District Manager’s View

By Rick Woodley

June 2007

 

 

Seven years ago I started to work at the Klamath Soil & Water Conservation District (KSWCD) as District Manager.  The position appeared to be one that would be enjoyable and rewarding.  What old farm boy could resist the opportunity to work with friends and neighbors,  helping them develop conservation programs for their farms and ranches?  Seemed like a dream job for a guy who loved farming and the outdoors.  It was great for the next ten months.  No one could have imagined the nightmare that was about to unveil itself in April of 2001.  After nearly 100 years of irrigation in our beloved Klamath Basin, perhaps the largest water theft in United States history took place.  The Federal Government withheld water set aside and dedicated for irrigation of the Klamath Project.  The memory of that announcement still resounds in the ears of every farmer in our basin.

 

Farmers face adversity constantly from the weather and the market place.  In the aftermath of such widespread desolation and impending destruction of family farms, they sought ways to protect themselves from such catastrophic, and unwarranted decisions.  Those who were able to survive began to search for programs to invest in that would give them the certainty for farmland protection.

 

Fast forward to June of 2007.

 

Farmers and ranchers have enhanced, restored or created new wildlife and fish habitat.  They have enclosed open ditch delivery systems to reduce evaporation and seepage. They have introduced no-till farming practices.  They have removed hundreds of acres of juniper encroachments to free up trapped water supplies.  They have fenced miles of stream banks to help comply with clean water standards established by Senate Bill 1010.  They have idled perfectly good farmland to conserve water in the form of a water bank.  Thousands of acres of flooded farm ground is now under sprinkler irrigation.  They have introduced the concept of walking wetlands. 

 

Have the irrigators gained any certainty for their irrigation water supply?  Millions of dollars have been spent on conservation projects to conserve the amount of water dispersed during the irrigation season.  In fact irrigators are so efficient in applying the exact amount of water for individual crop needs that the underground water supplies are not being recharged.

 

The federal agency that demanded high lake levels to protect fish, still has no idea how many endangered fish there were, there are or even how many there needs to be.  Another federal agency responsible for stream flows still insists that warm water, lethal to down stream fish, be released at unseasonably high levels that are toxic to threatened species, but assumes no responsibility when said fish die.  Years of negotiations with the utility company that uses our water resource for free to generate power yielded skyrocketing rates when they persuaded the public to believe they were subsidizing irrigation in the Klamath Project.  The reality is the project irrigators simply had an exchange of commodities in place that benefited both parties.  Sadly, the courts and powers to be allowed the power company to disregard a fair contract.

 

Now, much of my time is spent dealing with unfavorable policy decisions, uncompromising program and project implementation standards, irrational demands by ignorant environmental activists, claims on our irrigation water supplies by those who had no original vested interest in project development, courts that clearly fail to understand the ramifications of their unwarranted decisions and a host of other adverse political actions.  I attend endless meetings where no quantifiable solutions are reached.  However, new groups are formed to study the studies, other groups agree with long known scientific facts, but are powerless to act, and finally more state and federal programs are launched to “solve” problems that often don’t exist in reality.

 

Many of the conservation programs that are available to landowners are so bogged down with bureaucratic nonsense that often landowners avoid cost share programs and forgo lease payments.  They would rather use their own funds so they can at least effectively manage the property for best results.

 

The KSWCD has long sought for one entity to coordinate conservation activities in the Klamath Basin, but to no avail.  Every local, state and federal agency or organization, every environmental faction, groups intent on bringing harm to farming and many trying to help, those with and without water claims and too many others to list have their own good and  bad ideas.  Efforts are being duplicated, projects counteracting acting projects.  Still we have no recognizable leadership in an effort to make sense of all the efforts ongoing in the Klamath Basin.

 

The one constant and resounding solution to the contrived water shortage is additional storage.  Over the past couple of decades, multiple sites have been located that would provide additional storage.  It could be set aside for irrigators, even though they have already paid for their storage, or for the many other groups, organizations or endless entities who demand another “straw” to suck our water away from the irrigators, the very group who was originally guaranteed the delivery of irrigation water from our government.

 

So, where are we today?  About the same place we were in April of 2001.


THE TASK —
Scan the material for the word "frame" and copy each line where it occurs.

§

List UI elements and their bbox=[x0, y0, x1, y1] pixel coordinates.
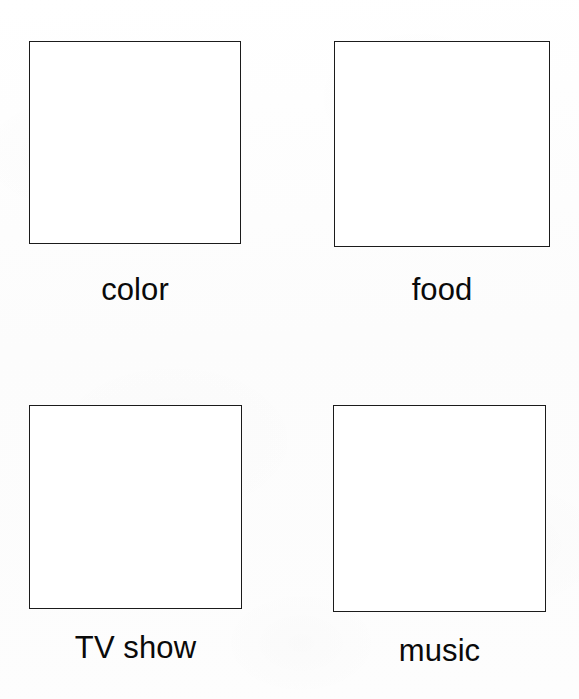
answer-box-food[interactable] bbox=[334, 41, 550, 247]
grid-cell-music: music bbox=[333, 405, 546, 670]
answer-box-tv-show[interactable] bbox=[29, 405, 242, 609]
cell-label-music: music bbox=[333, 634, 546, 668]
grid-cell-color: color bbox=[29, 41, 241, 303]
worksheet-grid: color food TV show music bbox=[0, 0, 579, 699]
cell-label-food: food bbox=[334, 273, 550, 307]
answer-box-music[interactable] bbox=[333, 405, 546, 612]
grid-cell-food: food bbox=[334, 41, 550, 303]
cell-label-color: color bbox=[29, 273, 241, 307]
grid-cell-tv-show: TV show bbox=[29, 405, 242, 670]
answer-box-color[interactable] bbox=[29, 41, 241, 244]
cell-label-tv-show: TV show bbox=[29, 631, 242, 665]
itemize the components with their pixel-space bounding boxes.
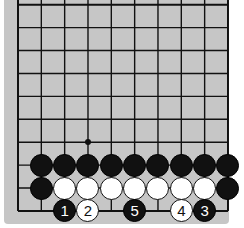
black-stone: [100, 154, 123, 177]
white-stone: [100, 177, 123, 200]
black-stone: [170, 154, 193, 177]
black-stone: [30, 154, 53, 177]
white-stone: [123, 177, 146, 200]
white-stone: [53, 177, 76, 200]
black-stone: [53, 154, 76, 177]
black-stone: [216, 177, 239, 200]
black-stone: [146, 154, 169, 177]
white-stone: [76, 177, 99, 200]
white-stone: [193, 177, 216, 200]
black-stone: [123, 154, 146, 177]
black-stone: [216, 154, 239, 177]
black-stone: [193, 154, 216, 177]
black-stone: [76, 154, 99, 177]
white-stone: [170, 177, 193, 200]
white-stone: [146, 177, 169, 200]
black-stone: [30, 177, 53, 200]
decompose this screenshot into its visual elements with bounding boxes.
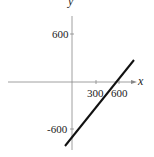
data-line — [65, 60, 134, 146]
y-tick-label-600: 600 — [52, 29, 69, 40]
y-tick-label-neg600: -600 — [47, 124, 67, 135]
x-axis-arrow-icon — [131, 80, 137, 84]
y-axis-label: y — [68, 0, 73, 7]
x-tick-label-600: 600 — [111, 88, 128, 99]
chart-canvas — [0, 0, 154, 157]
x-tick-label-300: 300 — [87, 88, 104, 99]
x-axis-label: x — [138, 75, 143, 87]
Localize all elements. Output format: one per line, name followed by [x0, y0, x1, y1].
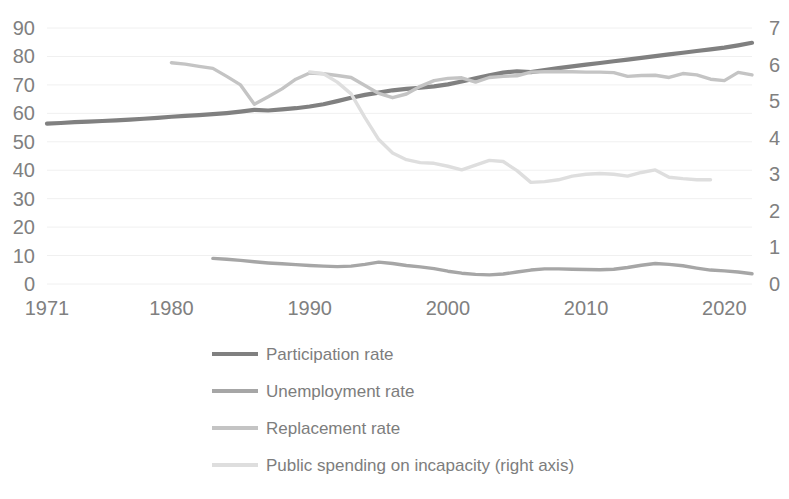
y-axis-tick-label: 10 — [13, 246, 35, 266]
y-axis-tick-label: 60 — [13, 103, 35, 123]
legend-label: Participation rate — [266, 346, 394, 363]
y-axis-tick-label: 40 — [13, 160, 35, 180]
legend-item[interactable]: Participation rate — [212, 343, 394, 365]
x-axis-tick-label: 2000 — [408, 298, 488, 318]
y2-axis-tick-label: 0 — [769, 274, 780, 294]
legend-label: Unemployment rate — [266, 383, 414, 400]
series-group — [47, 43, 752, 275]
x-axis-tick-label: 1980 — [131, 298, 211, 318]
series-line-0 — [47, 43, 752, 124]
legend-color-swatch — [212, 426, 258, 430]
y2-axis-tick-label: 5 — [769, 91, 780, 111]
y2-axis-tick-label: 6 — [769, 55, 780, 75]
y2-axis-tick-label: 4 — [769, 128, 780, 148]
legend-label: Replacement rate — [266, 420, 400, 437]
y2-axis-tick-label: 1 — [769, 237, 780, 257]
legend-color-swatch — [212, 389, 258, 393]
x-axis-tick-label: 2010 — [546, 298, 626, 318]
legend-item[interactable]: Replacement rate — [212, 417, 400, 439]
legend-color-swatch — [212, 352, 258, 356]
y-axis-tick-label: 80 — [13, 46, 35, 66]
y-axis-tick-label: 50 — [13, 132, 35, 152]
legend-item[interactable]: Public spending on incapacity (right axi… — [212, 454, 574, 476]
y2-axis-tick-label: 3 — [769, 164, 780, 184]
y2-axis-tick-label: 7 — [769, 18, 780, 38]
y-axis-tick-label: 90 — [13, 18, 35, 38]
x-axis-tick-label: 2020 — [684, 298, 764, 318]
legend-color-swatch — [212, 463, 258, 467]
y-axis-tick-label: 0 — [24, 274, 35, 294]
y-axis-tick-label: 30 — [13, 189, 35, 209]
legend-item[interactable]: Unemployment rate — [212, 380, 414, 402]
x-axis-tick-label: 1971 — [7, 298, 87, 318]
chart-figure: 0102030405060708090012345671971198019902… — [0, 0, 789, 499]
x-axis-tick-label: 1990 — [270, 298, 350, 318]
series-line-1 — [213, 258, 752, 275]
y-axis-tick-label: 70 — [13, 75, 35, 95]
legend-label: Public spending on incapacity (right axi… — [266, 457, 574, 474]
y-axis-tick-label: 20 — [13, 217, 35, 237]
y2-axis-tick-label: 2 — [769, 201, 780, 221]
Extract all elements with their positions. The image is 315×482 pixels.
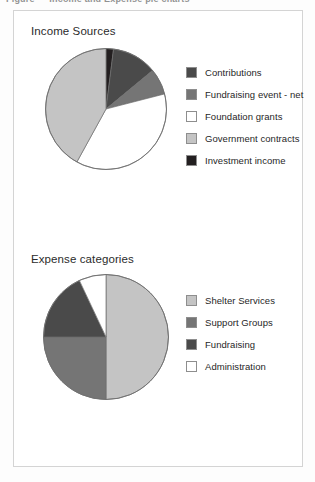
chart-block-income: Income Sources ContributionsFundraising … xyxy=(14,15,304,225)
legend-expense: Shelter ServicesSupport GroupsFundraisin… xyxy=(186,291,275,379)
legend-swatch-icon xyxy=(186,155,197,166)
pie-slice xyxy=(44,337,107,400)
legend-item: Support Groups xyxy=(186,313,275,331)
chart-title-expense: Expense categories xyxy=(31,253,134,265)
legend-item: Shelter Services xyxy=(186,291,275,309)
cut-off-header-text: Figure — Income and Expense pie charts xyxy=(0,0,315,9)
chart-title-income: Income Sources xyxy=(31,25,116,37)
legend-item-label: Investment income xyxy=(205,155,286,166)
legend-swatch-icon xyxy=(186,361,197,372)
pie-slice xyxy=(106,275,169,400)
legend-item: Fundraising event - net xyxy=(186,85,303,103)
figure-root: Figure — Income and Expense pie charts I… xyxy=(0,0,315,482)
chart-block-expense: Expense categories Shelter ServicesSuppo… xyxy=(14,243,304,463)
pie-chart-expense xyxy=(42,273,170,401)
legend-item-label: Support Groups xyxy=(205,317,273,328)
legend-swatch-icon xyxy=(186,67,197,78)
legend-item-label: Administration xyxy=(205,361,266,372)
legend-item-label: Fundraising event - net xyxy=(205,89,303,100)
legend-item: Investment income xyxy=(186,151,303,169)
legend-income: ContributionsFundraising event - netFoun… xyxy=(186,63,303,173)
legend-item: Contributions xyxy=(186,63,303,81)
legend-swatch-icon xyxy=(186,89,197,100)
figure-panel: Income Sources ContributionsFundraising … xyxy=(13,10,303,467)
pie-chart-income xyxy=(44,47,168,171)
legend-item: Administration xyxy=(186,357,275,375)
legend-swatch-icon xyxy=(186,111,197,122)
legend-swatch-icon xyxy=(186,339,197,350)
legend-item-label: Shelter Services xyxy=(205,295,275,306)
legend-swatch-icon xyxy=(186,317,197,328)
legend-item: Government contracts xyxy=(186,129,303,147)
legend-item: Foundation grants xyxy=(186,107,303,125)
legend-item-label: Government contracts xyxy=(205,133,299,144)
legend-item-label: Foundation grants xyxy=(205,111,282,122)
legend-item-label: Fundraising xyxy=(205,339,255,350)
legend-swatch-icon xyxy=(186,133,197,144)
legend-swatch-icon xyxy=(186,295,197,306)
legend-item-label: Contributions xyxy=(205,67,262,78)
legend-item: Fundraising xyxy=(186,335,275,353)
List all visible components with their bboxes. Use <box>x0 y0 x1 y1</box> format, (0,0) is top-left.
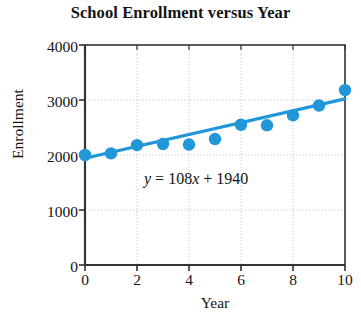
x-tick-label-6: 6 <box>221 272 261 288</box>
x-tick-label-0: 0 <box>65 272 105 288</box>
chart-figure: School Enrollment versus Year Enrollment… <box>0 0 361 323</box>
equation-operator: = 108 <box>151 170 192 187</box>
x-tick-label-2: 2 <box>117 272 157 288</box>
x-tick-label-8: 8 <box>273 272 313 288</box>
x-tick-label-10: 10 <box>325 272 361 288</box>
trendline-equation-annotation: y = 108x + 1940 <box>144 170 248 188</box>
equation-intercept: + 1940 <box>199 170 248 187</box>
x-axis-tick-labels: 0 2 4 6 8 10 <box>0 0 361 323</box>
x-tick-label-4: 4 <box>169 272 209 288</box>
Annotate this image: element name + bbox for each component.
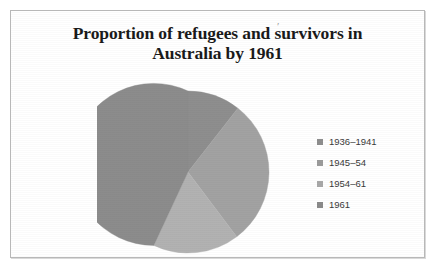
legend-item-1945-54[interactable]: 1945–54 [317,152,417,173]
legend-item-label: 1961 [329,194,350,215]
chart-frame: Proportion of refugees and survivors in … [10,10,425,258]
legend-item-1936-1941[interactable]: 1936–1941 [317,131,417,152]
legend-swatch-icon [317,181,323,187]
legend-item-1961[interactable]: 1961 [317,194,417,215]
legend-swatch-icon [317,202,323,208]
chart-title-line-2: Australia by 1961 [11,43,424,63]
legend-item-label: 1945–54 [329,152,366,173]
legend-item-1954-61[interactable]: 1954–61 [317,173,417,194]
stray-pen-mark: ′ [277,23,281,30]
chart-title: Proportion of refugees and survivors in … [11,23,424,63]
legend-swatch-icon [317,160,323,166]
legend-swatch-icon [317,139,323,145]
pie-chart-svg [97,81,279,263]
chart-legend: 1936–1941 1945–54 1954–61 1961 [317,131,417,215]
legend-item-label: 1936–1941 [329,131,377,152]
legend-item-label: 1954–61 [329,173,366,194]
pie-plot-area [97,81,279,263]
chart-title-line-1: Proportion of refugees and survivors in [11,23,424,43]
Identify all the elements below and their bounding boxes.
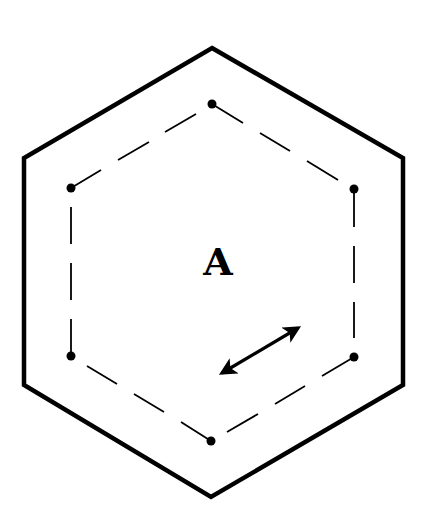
vertex-dot-top: [208, 100, 217, 109]
region-label: A: [196, 240, 240, 284]
hexagon-diagram: A: [0, 0, 425, 532]
vertex-dot-lower-right: [350, 353, 359, 362]
vertex-dot-bottom: [207, 437, 216, 446]
vertex-dot-lower-left: [67, 352, 76, 361]
vertex-dot-upper-right: [350, 185, 359, 194]
double-arrow-icon: [222, 328, 298, 373]
vertex-dot-upper-left: [67, 184, 76, 193]
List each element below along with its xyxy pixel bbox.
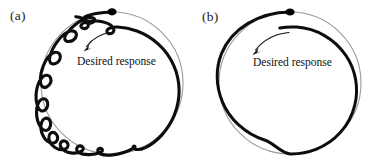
start-point-marker-a [107, 8, 116, 15]
panel-a-plot [0, 0, 189, 166]
annotation-arrow-curve-a [87, 33, 112, 47]
annotation-label-b: Desired response [253, 57, 332, 69]
panel-label-b: (b) [202, 10, 218, 24]
panel-b-plot [189, 0, 378, 166]
annotation-arrow-curve-b [256, 33, 290, 51]
panel-a: (a) Desired response [0, 0, 189, 166]
figure-root: (a) Desired response (b) Desired respons… [0, 0, 378, 166]
start-point-marker-b [285, 8, 294, 15]
annotation-label-a: Desired response [77, 56, 156, 68]
panel-b: (b) Desired response [189, 0, 378, 166]
panel-label-a: (a) [10, 9, 26, 23]
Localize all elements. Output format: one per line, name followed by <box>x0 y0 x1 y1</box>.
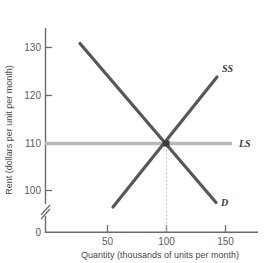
y-tick-label-110: 110 <box>25 138 41 149</box>
rent-supply-demand-chart: 130 120 110 100 0 50 100 150 Quantity (t… <box>0 0 271 263</box>
series-line-d <box>80 44 216 203</box>
y-axis-origin-label: 0 <box>35 227 41 238</box>
y-axis-title: Rent (dollars per unit per month) <box>4 65 14 195</box>
series-label-ss: SS <box>222 63 234 74</box>
x-tick-label-50: 50 <box>102 236 114 247</box>
y-tick-label-100: 100 <box>24 185 41 196</box>
y-tick-label-130: 130 <box>24 42 41 53</box>
series-label-ls: LS <box>238 138 251 149</box>
x-axis-title: Quantity (thousands of units per month) <box>81 250 239 260</box>
x-tick-label-150: 150 <box>217 236 234 247</box>
equilibrium-marker <box>163 141 170 147</box>
series-label-d: D <box>220 197 228 208</box>
y-tick-label-120: 120 <box>24 90 41 101</box>
chart-canvas: 130 120 110 100 0 50 100 150 Quantity (t… <box>0 0 271 263</box>
x-tick-label-100: 100 <box>158 236 175 247</box>
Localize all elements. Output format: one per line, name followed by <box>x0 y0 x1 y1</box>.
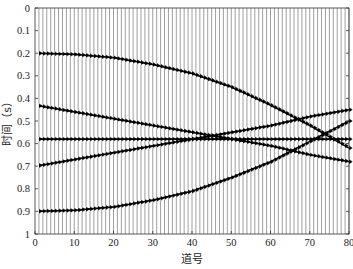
x-tick-label: 60 <box>265 237 276 248</box>
x-tick-label: 30 <box>148 237 159 248</box>
trace-line <box>180 8 183 234</box>
trace-line <box>310 8 313 234</box>
event-trend-line <box>39 121 349 211</box>
x-tick-label: 10 <box>69 237 80 248</box>
trace-line <box>90 8 93 234</box>
x-tick-label: 0 <box>32 237 37 248</box>
trace-line <box>247 8 250 234</box>
trace-line <box>188 8 191 234</box>
y-tick-label: 0.7 <box>17 161 30 172</box>
trace-line <box>251 8 254 234</box>
y-tick-label: 0.8 <box>17 183 30 194</box>
x-tick-label: 50 <box>226 237 237 248</box>
trace-line <box>314 8 317 234</box>
trace-line <box>325 8 328 234</box>
trace-line <box>82 8 85 234</box>
trace-line <box>243 8 246 234</box>
trace-line <box>62 8 65 234</box>
trace-line <box>274 8 277 234</box>
trace-line <box>212 8 215 234</box>
y-tick-label: 1 <box>25 229 30 240</box>
trace-line <box>341 8 344 234</box>
trace-line <box>184 8 187 234</box>
trace-line <box>267 8 270 234</box>
trace-line <box>59 8 62 234</box>
trace-line <box>78 8 81 234</box>
trace-line <box>227 8 230 234</box>
trace-line <box>165 8 168 234</box>
trace-line <box>219 8 222 234</box>
trace-line <box>263 8 266 234</box>
trace-line <box>74 8 77 234</box>
trace-line <box>223 8 226 234</box>
trace-line <box>337 8 340 234</box>
trace-line <box>51 8 54 234</box>
trace-line <box>192 8 195 234</box>
y-tick-label: 0 <box>25 3 30 14</box>
trace-line <box>94 8 97 234</box>
trace-line <box>106 8 109 234</box>
trace-line <box>141 8 144 234</box>
trace-line <box>196 8 199 234</box>
trace-line <box>255 8 258 234</box>
trace-line <box>204 8 207 234</box>
trace-line <box>55 8 58 234</box>
trace-line <box>318 8 321 234</box>
trace-line <box>216 8 219 234</box>
trace-line <box>114 8 117 234</box>
trace-line <box>200 8 203 234</box>
y-tick-label: 0.3 <box>17 70 30 81</box>
x-axis-label: 道号 <box>181 252 203 266</box>
y-axis-label: 时间（s） <box>1 96 14 146</box>
trace-line <box>47 8 50 234</box>
y-tick-label: 0.1 <box>17 25 30 36</box>
trace-line <box>235 8 238 234</box>
trace-line <box>102 8 105 234</box>
trace-line <box>39 8 42 234</box>
trace-line <box>86 8 89 234</box>
y-tick-label: 0.2 <box>17 48 30 59</box>
x-tick-label: 40 <box>187 237 198 248</box>
trace-line <box>333 8 336 234</box>
y-tick-label: 0.5 <box>17 116 30 127</box>
y-tick-label: 0.4 <box>17 93 31 104</box>
trace-line <box>231 8 234 234</box>
trace-line <box>208 8 211 234</box>
trace-line <box>278 8 281 234</box>
trace-line <box>110 8 113 234</box>
trace-line <box>43 8 46 234</box>
event-trend-line <box>39 53 349 148</box>
trace-line <box>176 8 179 234</box>
trace-line <box>172 8 175 234</box>
trace-line <box>168 8 171 234</box>
seismic-wiggle-chart: 00.10.20.30.40.50.60.70.80.91 0102030405… <box>0 0 353 269</box>
x-tick-label: 70 <box>305 237 316 248</box>
y-tick-label: 0.6 <box>17 138 30 149</box>
x-axis: 01020304050607080 <box>32 231 353 248</box>
trace-line <box>271 8 274 234</box>
y-tick-label: 0.9 <box>17 206 30 217</box>
trace-lines <box>39 8 352 234</box>
trace-line <box>322 8 325 234</box>
x-tick-label: 20 <box>108 237 119 248</box>
trace-line <box>329 8 332 234</box>
trace-line <box>239 8 242 234</box>
trace-line <box>66 8 69 234</box>
trace-line <box>98 8 101 234</box>
trace-line <box>306 8 309 234</box>
x-tick-label: 80 <box>344 237 353 248</box>
trace-line <box>70 8 73 234</box>
trace-line <box>259 8 262 234</box>
event-trend-line <box>39 106 349 162</box>
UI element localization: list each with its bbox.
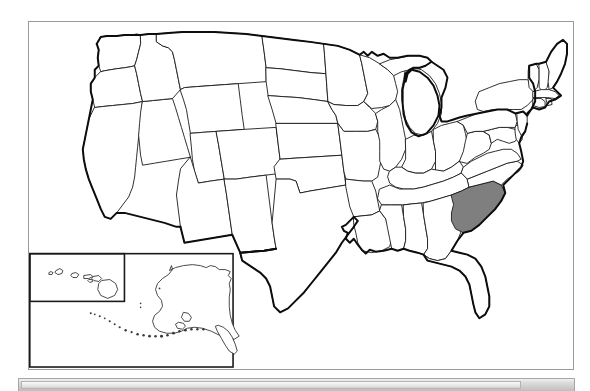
hawaii-island-niihau <box>49 272 53 275</box>
aleutian-dot <box>142 334 144 336</box>
aleutian-dot <box>124 329 126 331</box>
aleutian-dot <box>94 313 96 315</box>
map-frame: Blank United States map with one state s… <box>28 21 574 370</box>
state-borders-group <box>83 32 567 318</box>
pribilof-dot <box>159 288 161 290</box>
state-ohio[interactable] <box>434 121 468 171</box>
state-indiana[interactable] <box>402 131 436 173</box>
aleutian-dot <box>190 328 193 331</box>
screenshot-root: Blank United States map with one state s… <box>0 0 590 391</box>
state-oregon[interactable] <box>91 66 143 108</box>
alaska-landmass <box>153 265 240 354</box>
hawaii-island-molokai <box>84 275 93 279</box>
insets-group <box>30 254 239 367</box>
aleutian-dot <box>154 335 157 338</box>
scrollbar-thumb[interactable] <box>21 381 521 389</box>
hawaii-island-hawaii <box>98 280 118 299</box>
horizontal-scrollbar[interactable] <box>18 378 575 391</box>
aleutian-dot <box>109 320 111 322</box>
aleutian-dot <box>166 334 169 337</box>
aleutian-dot <box>148 335 151 338</box>
aleutian-dot <box>104 317 106 319</box>
state-new-mexico[interactable] <box>224 175 276 253</box>
state-illinois[interactable] <box>376 100 406 172</box>
aleutian-dot <box>202 328 205 331</box>
hawaii-island-lanai <box>88 280 93 283</box>
aleutian-dot <box>196 328 198 330</box>
aleutian-dot <box>172 332 175 335</box>
hawaii-islands <box>49 269 118 299</box>
alaska-mainland <box>153 265 240 340</box>
aleutian-dot <box>178 330 181 333</box>
aleutian-dot <box>99 315 101 317</box>
aleutian-dot <box>90 312 92 314</box>
hawaii-island-maui <box>92 276 102 282</box>
state-kansas[interactable] <box>276 123 342 159</box>
state-missouri[interactable] <box>338 123 382 181</box>
aleutian-dot <box>140 307 142 309</box>
aleutian-dot <box>140 303 142 305</box>
united-states-map <box>29 22 573 369</box>
state-wyoming[interactable] <box>180 84 244 134</box>
state-nevada[interactable] <box>139 99 191 166</box>
aleutian-dot <box>119 326 121 328</box>
hawaii-island-kauai <box>55 269 63 275</box>
hawaii-island-oahu <box>71 273 79 278</box>
aleutian-dot <box>160 335 163 338</box>
aleutian-dot <box>114 323 116 325</box>
aleutian-dot <box>136 333 139 336</box>
aleutian-dot <box>131 331 133 333</box>
aleutian-dot <box>184 329 187 332</box>
state-colorado[interactable] <box>216 127 282 179</box>
alaska-kodiak <box>175 322 185 329</box>
state-california[interactable] <box>83 102 143 219</box>
state-florida[interactable] <box>424 251 490 319</box>
state-new-york[interactable] <box>475 80 535 112</box>
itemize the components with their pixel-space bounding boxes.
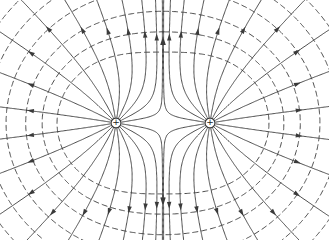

§

TASK SOLUTION —
chart-frame: Proportion of refugees and survivors in … [10,10,425,258]
map-frame: Blank United States map with one state s… <box>28 21 574 370</box>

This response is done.